I have to admit, there was a point where I started separating my comics by creator rather than series, as certain runs might be so far superior to what surrounds them as to be absurd. But I do prefer thinking about series as whole entities, despite revolving-door creative teams-- the kind of thing which has been bugging me more of late than it ever did when I was younger.

I'd have to go back and look at those POWER MAN / IRON FIST issues. I recall how ABOMINABLE the book became, art-wise, during the McGregor & Wolfman runs (Frank Robbins! Aubrey Bradford! AUGH!). I don't recall Dan Green doing a bad job-- but later on, Green MURDERED Byrne's art on that AVENGERS run with Michelinie. I couldn't believe an inker who'd started out so good could sink as far as he did. It was like he started talking lessons from Frank Chiaramonte-- AUGH! Then again, Bob Wiacek has been on a steady downward slide for 20 straight years-- if he's still in the biz today. So Byrne is not alone in letting his craft slip away from him.

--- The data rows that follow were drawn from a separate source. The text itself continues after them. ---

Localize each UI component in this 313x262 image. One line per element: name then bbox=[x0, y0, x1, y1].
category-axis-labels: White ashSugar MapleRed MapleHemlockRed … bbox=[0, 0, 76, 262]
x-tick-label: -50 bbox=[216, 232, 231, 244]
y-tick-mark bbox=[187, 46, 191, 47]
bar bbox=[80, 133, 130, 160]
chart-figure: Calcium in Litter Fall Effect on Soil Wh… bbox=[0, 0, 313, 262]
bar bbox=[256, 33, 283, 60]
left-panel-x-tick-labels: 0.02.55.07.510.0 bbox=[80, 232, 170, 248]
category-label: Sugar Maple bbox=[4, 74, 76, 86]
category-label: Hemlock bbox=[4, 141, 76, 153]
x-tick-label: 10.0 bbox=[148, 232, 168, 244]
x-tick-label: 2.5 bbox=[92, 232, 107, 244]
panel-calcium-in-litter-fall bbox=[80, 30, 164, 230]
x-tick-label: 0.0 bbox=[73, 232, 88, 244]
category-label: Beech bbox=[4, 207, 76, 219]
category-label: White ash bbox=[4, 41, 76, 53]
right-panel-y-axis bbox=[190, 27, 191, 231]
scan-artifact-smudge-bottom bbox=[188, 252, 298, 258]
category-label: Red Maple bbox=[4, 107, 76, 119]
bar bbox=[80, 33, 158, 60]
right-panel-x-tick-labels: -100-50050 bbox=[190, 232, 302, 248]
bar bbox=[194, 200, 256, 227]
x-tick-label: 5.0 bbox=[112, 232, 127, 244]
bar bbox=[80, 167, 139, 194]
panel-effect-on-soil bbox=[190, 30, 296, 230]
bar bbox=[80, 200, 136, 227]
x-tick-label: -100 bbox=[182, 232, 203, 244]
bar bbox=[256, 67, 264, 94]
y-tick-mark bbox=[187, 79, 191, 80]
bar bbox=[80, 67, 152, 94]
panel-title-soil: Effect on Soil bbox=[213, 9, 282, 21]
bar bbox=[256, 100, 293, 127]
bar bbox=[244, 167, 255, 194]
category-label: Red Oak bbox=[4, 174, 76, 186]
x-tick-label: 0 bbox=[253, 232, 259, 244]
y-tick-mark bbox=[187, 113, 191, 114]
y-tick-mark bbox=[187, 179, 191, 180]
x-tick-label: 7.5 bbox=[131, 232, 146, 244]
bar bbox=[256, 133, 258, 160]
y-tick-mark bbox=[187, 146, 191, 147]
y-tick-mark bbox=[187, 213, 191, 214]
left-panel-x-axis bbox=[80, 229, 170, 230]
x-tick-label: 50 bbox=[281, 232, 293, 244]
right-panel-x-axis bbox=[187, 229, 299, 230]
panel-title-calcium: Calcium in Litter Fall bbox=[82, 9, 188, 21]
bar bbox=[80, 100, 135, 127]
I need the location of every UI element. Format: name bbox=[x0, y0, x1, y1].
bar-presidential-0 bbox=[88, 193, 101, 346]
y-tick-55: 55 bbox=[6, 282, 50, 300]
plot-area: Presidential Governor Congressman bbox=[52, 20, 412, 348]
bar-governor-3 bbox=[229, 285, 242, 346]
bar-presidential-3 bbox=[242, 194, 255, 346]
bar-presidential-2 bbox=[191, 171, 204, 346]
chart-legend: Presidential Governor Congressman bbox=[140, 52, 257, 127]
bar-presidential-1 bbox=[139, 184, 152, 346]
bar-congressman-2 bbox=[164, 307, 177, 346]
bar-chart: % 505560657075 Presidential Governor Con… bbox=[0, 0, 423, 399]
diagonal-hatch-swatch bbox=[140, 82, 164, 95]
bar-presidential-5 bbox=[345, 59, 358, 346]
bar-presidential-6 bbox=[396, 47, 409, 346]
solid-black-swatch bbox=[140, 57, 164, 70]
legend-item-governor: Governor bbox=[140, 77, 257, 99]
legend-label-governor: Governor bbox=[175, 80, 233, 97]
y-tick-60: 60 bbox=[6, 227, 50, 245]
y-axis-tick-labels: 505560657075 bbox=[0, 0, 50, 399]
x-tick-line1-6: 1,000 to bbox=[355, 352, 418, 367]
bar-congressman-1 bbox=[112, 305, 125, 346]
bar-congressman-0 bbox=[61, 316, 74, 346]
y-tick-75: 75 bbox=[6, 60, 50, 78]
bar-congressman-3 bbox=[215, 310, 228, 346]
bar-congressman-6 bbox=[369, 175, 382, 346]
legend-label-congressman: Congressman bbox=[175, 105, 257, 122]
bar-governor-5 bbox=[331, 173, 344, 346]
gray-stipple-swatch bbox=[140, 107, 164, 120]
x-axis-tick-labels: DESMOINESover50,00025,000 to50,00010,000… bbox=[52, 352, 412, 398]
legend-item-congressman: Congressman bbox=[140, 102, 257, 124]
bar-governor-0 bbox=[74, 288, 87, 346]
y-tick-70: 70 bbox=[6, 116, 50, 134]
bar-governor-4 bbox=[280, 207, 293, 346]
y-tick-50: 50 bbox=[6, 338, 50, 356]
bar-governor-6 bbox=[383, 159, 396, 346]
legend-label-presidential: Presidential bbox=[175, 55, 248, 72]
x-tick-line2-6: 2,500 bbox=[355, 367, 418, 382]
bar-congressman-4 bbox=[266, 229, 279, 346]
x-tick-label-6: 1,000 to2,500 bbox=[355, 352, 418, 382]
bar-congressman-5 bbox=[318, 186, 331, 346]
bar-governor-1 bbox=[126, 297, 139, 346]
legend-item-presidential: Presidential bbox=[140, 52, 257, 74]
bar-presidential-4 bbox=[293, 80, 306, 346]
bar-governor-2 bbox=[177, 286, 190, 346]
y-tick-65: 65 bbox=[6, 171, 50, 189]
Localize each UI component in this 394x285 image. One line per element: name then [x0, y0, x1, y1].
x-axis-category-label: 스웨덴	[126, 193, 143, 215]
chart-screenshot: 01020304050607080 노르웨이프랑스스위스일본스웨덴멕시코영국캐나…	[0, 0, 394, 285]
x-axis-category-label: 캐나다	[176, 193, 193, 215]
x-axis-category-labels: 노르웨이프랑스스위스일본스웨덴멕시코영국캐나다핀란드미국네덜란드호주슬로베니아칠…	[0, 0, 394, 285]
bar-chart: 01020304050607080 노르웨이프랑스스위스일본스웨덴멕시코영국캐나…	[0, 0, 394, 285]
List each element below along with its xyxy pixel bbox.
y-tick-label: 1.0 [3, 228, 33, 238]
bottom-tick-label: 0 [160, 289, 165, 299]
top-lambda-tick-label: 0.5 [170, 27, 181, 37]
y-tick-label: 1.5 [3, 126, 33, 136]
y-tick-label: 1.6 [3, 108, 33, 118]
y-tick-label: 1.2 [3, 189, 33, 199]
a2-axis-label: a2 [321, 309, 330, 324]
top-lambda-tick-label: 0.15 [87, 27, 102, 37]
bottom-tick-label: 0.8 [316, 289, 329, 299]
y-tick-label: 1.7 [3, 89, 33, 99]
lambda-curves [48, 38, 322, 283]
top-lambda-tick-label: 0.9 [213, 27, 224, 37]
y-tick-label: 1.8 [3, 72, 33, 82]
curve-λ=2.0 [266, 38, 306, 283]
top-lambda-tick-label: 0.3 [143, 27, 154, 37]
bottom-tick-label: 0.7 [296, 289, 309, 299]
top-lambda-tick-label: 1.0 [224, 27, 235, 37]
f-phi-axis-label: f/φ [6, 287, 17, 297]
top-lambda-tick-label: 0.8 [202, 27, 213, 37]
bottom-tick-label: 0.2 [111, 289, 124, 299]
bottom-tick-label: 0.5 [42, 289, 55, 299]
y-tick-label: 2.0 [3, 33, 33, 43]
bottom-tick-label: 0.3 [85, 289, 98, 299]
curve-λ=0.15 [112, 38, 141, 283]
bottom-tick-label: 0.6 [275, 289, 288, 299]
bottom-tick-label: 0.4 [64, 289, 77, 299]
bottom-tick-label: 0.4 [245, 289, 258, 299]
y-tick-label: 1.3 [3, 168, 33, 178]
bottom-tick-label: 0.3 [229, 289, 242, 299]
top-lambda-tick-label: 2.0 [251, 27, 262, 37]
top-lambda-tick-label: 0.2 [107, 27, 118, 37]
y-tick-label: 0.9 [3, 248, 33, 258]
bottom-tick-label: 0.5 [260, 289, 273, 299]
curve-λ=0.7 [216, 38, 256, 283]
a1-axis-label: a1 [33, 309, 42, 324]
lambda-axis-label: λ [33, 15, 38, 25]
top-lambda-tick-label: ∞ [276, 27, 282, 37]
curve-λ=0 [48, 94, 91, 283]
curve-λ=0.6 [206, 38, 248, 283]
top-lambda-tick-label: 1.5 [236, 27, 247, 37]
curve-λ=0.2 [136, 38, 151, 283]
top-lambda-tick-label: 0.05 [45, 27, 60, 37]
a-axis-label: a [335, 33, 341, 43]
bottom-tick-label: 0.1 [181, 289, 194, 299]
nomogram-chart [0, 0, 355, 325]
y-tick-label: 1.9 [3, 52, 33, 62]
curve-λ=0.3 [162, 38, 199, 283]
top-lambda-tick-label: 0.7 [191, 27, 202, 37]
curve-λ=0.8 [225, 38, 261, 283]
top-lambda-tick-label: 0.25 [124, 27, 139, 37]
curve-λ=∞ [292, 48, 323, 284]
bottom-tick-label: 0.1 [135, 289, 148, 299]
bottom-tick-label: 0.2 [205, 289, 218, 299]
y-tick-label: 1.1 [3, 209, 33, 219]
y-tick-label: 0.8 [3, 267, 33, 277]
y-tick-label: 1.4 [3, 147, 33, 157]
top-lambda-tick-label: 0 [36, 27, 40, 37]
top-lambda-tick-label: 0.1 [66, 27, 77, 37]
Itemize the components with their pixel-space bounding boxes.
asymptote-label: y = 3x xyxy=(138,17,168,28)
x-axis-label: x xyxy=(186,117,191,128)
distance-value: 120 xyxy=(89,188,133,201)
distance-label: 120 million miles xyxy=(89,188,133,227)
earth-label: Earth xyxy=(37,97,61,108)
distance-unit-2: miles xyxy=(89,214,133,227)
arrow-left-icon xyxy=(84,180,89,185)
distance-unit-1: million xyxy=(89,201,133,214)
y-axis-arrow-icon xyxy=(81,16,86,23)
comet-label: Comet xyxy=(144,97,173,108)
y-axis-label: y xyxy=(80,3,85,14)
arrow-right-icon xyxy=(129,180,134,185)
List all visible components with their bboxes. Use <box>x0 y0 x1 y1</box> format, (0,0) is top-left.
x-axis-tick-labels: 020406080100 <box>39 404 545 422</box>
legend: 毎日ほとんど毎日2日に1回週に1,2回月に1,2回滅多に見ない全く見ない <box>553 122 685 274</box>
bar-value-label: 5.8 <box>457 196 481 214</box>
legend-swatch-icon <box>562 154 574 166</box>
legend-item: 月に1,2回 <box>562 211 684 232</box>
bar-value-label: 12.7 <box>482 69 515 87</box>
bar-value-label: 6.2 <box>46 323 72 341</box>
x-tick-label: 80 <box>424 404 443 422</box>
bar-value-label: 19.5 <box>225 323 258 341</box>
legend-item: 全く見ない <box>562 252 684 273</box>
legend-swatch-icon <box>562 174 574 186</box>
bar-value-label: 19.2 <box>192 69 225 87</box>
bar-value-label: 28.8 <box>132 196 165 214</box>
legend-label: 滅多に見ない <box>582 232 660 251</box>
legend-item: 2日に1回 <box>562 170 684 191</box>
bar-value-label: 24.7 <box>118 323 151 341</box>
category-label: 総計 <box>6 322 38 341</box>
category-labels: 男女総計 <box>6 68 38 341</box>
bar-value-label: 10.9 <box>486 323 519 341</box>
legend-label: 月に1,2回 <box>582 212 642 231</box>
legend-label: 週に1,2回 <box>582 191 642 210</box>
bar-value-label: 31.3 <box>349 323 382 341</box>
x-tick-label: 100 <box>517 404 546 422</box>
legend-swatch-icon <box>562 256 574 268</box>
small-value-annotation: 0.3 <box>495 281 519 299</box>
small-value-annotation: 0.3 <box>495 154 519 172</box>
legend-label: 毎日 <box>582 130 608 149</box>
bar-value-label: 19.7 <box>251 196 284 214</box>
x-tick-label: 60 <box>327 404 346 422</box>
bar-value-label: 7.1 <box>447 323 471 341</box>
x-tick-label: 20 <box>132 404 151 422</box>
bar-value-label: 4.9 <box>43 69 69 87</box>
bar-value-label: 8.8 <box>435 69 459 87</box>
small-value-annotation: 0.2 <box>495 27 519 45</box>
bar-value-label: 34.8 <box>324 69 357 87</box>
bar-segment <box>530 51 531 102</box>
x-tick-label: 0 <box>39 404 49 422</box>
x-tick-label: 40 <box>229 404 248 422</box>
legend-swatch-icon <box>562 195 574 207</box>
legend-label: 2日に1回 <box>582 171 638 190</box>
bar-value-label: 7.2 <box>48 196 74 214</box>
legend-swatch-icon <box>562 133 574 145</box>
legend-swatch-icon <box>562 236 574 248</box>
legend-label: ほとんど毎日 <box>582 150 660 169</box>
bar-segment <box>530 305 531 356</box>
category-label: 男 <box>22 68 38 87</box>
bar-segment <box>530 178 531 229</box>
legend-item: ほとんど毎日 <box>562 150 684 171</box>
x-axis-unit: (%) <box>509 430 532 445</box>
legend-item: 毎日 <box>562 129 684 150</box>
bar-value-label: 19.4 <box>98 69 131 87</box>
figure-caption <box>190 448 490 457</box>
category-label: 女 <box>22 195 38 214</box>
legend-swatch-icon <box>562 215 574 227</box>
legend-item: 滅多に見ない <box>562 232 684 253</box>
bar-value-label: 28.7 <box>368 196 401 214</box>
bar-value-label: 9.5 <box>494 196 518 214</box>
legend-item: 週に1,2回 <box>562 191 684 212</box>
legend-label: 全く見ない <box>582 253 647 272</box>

Ah yes-- ANT-MAN!!! Amazing. I've heard recently that Byrne got very puissed at Bob Layton for changing his art too much, and never wanted to work with him again. which I thought was strange, because I'd heard 20 years ago the same feelings were held by Dave Cockrum, after Layton completely redrew some faces in the one issue of X-MEN they did together.

I believe TWO-IN-ONE #50 was Byrne's writing debut-- he really showed what he could do. Oddly enough, in the 80's, more and more guys who started as pencillers and later did writing & pencils suddenly ONLY wanted to do writing-- Starlin, Grell, Miller, Giffen, Byrne... Of these, ONLY Byrne's work REALLY suffered terribly whenever anyone else would pencil his stories. I realized that John's art was ESSENTIAL to his entire "style" of storytelling-- without it, one would be suffering through interminable long storylines, without any pretty pictures to jazz it up.

I'm thinking of his ENTIRE RUN as writer of IRON MAN-- maybe I just really, REALLY HATE J.R.Jr.'s "new style", which he'd developed right about then-- but even after he left and Paul Ryan took over, there was hardly any noticeable improvement in the storylines. Yes, it's true-- long before, as legend now tells me, I.M. went COMPLETELY to hell, Byrne bored the hell out of sop much I stopped buying the series, so i missed all the REALLY awful stuff that came later!